Furthermore, Farideh Farhi actually suggested that the attack on the NIAC was one of those moments in which Lake may have possibly reworked the interview to suit his personal agenda, stating that the gratuitous dig at NIAC of all the Iranian-American organizations that are around sounds more like her defending herself against a question posed by Lake regarding her past connection to NIAC; an organization Lake has spent good effort, rather unsuccessfully, trying to defame and delegitimize.”

This would also be an appropriate time to note that Lake, who has previously written against the Iranian nuclear accord formed in 2015 known as the Joint Comprehensive Plan of Action (JCPOA), has reportedly refused to release the transcript of the interview in full.

Bloomberg columnist Eli Lake

“As to the random suggestions she has regarding the specific actions the US government should take, they are suspiciously close to Eli Lake’s views and the talking points of other Washington regime change crowd,” Farhi also told The Iranian.

Farhi also believed Ebadi’s suggestions regarding achieving proper regime change to be misguided and completely unrealistic.

“After all, no government in the world is going to invite the United Nations in to administer a referendum on its own abolition,” Farhi added. “And certainly a UN move to compel Iran is a precedent that will not be accepted not only by the likes of Russia and China, but also almost all sovereign governments of the world.”

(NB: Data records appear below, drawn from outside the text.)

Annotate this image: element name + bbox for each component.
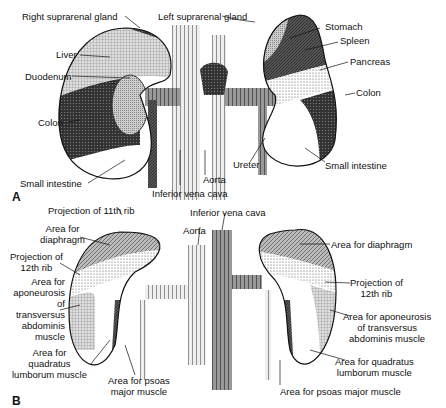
label-right-suprarenal-gland: Right suprarenal gland xyxy=(22,11,118,22)
label-inferior-vena-cava-b: Inferior vena cava xyxy=(190,207,266,218)
label-aponeurosis-left: Area foraponeurosisoftransversusabdomini… xyxy=(5,276,65,342)
label-aorta-b: Aorta xyxy=(183,225,206,236)
label-projection-11th-rib: Projection of 11th rib xyxy=(48,205,134,216)
panel-letter-a: A xyxy=(12,190,21,204)
label-diaphragm-left: Area fordiaphragm xyxy=(40,223,85,245)
label-ureter: Ureter xyxy=(233,159,259,170)
label-quadratus-right: Area for quadratuslumborum muscle xyxy=(335,356,414,378)
panel-letter-b: B xyxy=(12,394,21,408)
label-projection-12th-rib-right: Projection of12th rib xyxy=(350,277,403,299)
label-duodenum: Duodenum xyxy=(25,71,71,82)
label-pancreas: Pancreas xyxy=(350,56,390,67)
label-psoas-left: Area for psoasmajor muscle xyxy=(108,375,170,397)
panel-a-right-kidney xyxy=(50,20,180,200)
label-diaphragm-right: Area for diaphragm xyxy=(331,239,412,250)
label-left-suprarenal-gland: Left suprarenal gland xyxy=(158,11,247,22)
label-aponeurosis-right: Area for aponeurosisof transversusabdomi… xyxy=(343,311,431,344)
label-colon-right: Colon xyxy=(38,117,63,128)
label-aorta-a: Aorta xyxy=(203,174,226,185)
label-projection-12th-rib-left: Projection of12th rib xyxy=(10,251,63,273)
label-small-intestine-right: Small intestine xyxy=(20,178,82,189)
label-inferior-vena-cava-a: Inferior vena cava xyxy=(152,188,228,199)
panel-b-vessels xyxy=(140,230,271,390)
label-colon-left: Colon xyxy=(356,87,381,98)
label-spleen: Spleen xyxy=(340,35,370,46)
label-quadratus-left: Area forquadratuslumborum muscle xyxy=(12,347,87,380)
label-psoas-right: Area for psoas major muscle xyxy=(280,386,401,397)
label-liver: Liver xyxy=(56,49,77,60)
label-small-intestine-left: Small intestine xyxy=(325,160,387,171)
label-stomach: Stomach xyxy=(325,21,363,32)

Ebadi, who in many instances has supported sanctions on Iran, repeated those calls in her interview with Lake. Given the context, in which Donald Trump is about to kill the Iran nuclear deal and reimpose crippling sanctions on Iran, Ebadi’s choice of timing was again seriously criticized by Professor Chomsky as well, who stated:

“For what it’s worth, I suspect that further sanctions, in additional violation of the JPCOA (which the US has already been violating), are likely to strengthen hardliners in Iran rather than improving conditions that will open more space for those who are struggling for freedom and justice in Iran.  But that is for Iranians to determine, not me, and despite the difficulties we should do what we can to explore their opinions and preferences.”

To put it bluntly, Lake’s interview and the narrative in which it pursues had not been too well received. Iranian political analyst Adnan Tabatabai took to Twitter to cleverly decry:

So, did Ebadi knowingly take the interview with Lake in order to push Trump to escalate tensions further with Iran at a time when the war drums are banging louder and louder? Or did she naively stumble into the interview and was cleverly manipulated by one of the best in corporate propaganda business? While we may not know the answer to this any time soon, the words of Farideh Farhi may provide us with some guidance and wisdom at this confusing juncture in time:

“As to her motivations and intentions, I really don’t know why and how she ended up announcing a half-baked idea in English to a person who has long promoted regime change for other purposes than the ones which motivate her and to do so within a highly charged Washington environment into which aggressive regime changers are about to take charge of US foreign policy and a decision regarding the JCPOA is about to be made. Only she can answer.”